Reliability and Validity
The basic principle of measuring a mental state using a survey is that we have a group of questions that relate to the same underlying mental construct. We need to evaluate reliability and validity to assess whether the survey items measure the underlying latent variable.
The reliability of a survey relates to the extent to which the answers to the survey items are internally consistent. The internal reliability of a survey can be informally assessed by reviewing the extent to which each of the items in the survey correlates with each other. The psych package provides more advanced methods, such as Cronbach Alpha, to assess reliability.

The validity of a survey is broadly the extent to which it measures the underlying mental states. One of the methods to assess validity is factor analysis.
This previous article about using factor analysis to measure consumer involvement summarises how to undertake exploratory factor analysis.
Analysing the Customer Experience Screencast
Chapter eight of Data Science for Water Utilities explains the theory of measuring the customer experience and how to implement it in R in more detail. This screencast runs through the code in the customer experience chapter.
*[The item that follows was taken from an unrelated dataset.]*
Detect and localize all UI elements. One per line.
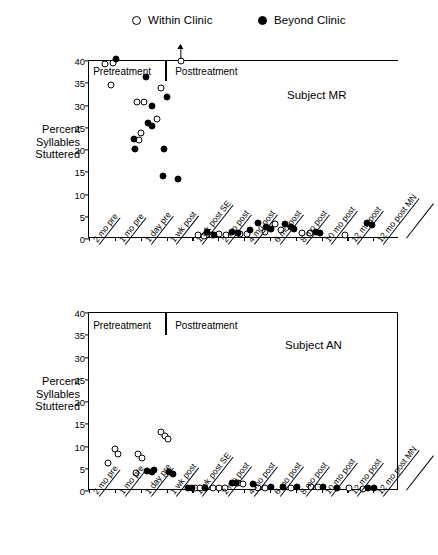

The data and code used in this chapter are available on GitHub:
Additional Resources
Surveys are a useful tool to analyse what customers think about tap water. Still, it can be better to move outside the formalities of the survey and use the customer's own words. Sentiment analysis using tweets about tap water can provide illuminating insights.
My other book Customer Experience Management for Water Utilities by IWA publishing delves deeper into using marketing theory for urban water supplies.
Customer Experience Management for Water Utilities: Marketing Urban Water Supply
Practical framework for water utilities to become more focused on their customers following Service-Dominant Logic.
Other Chapters
Previous Chapter: Managing Dirty Data
Next Chapter: Basic Linear Regression.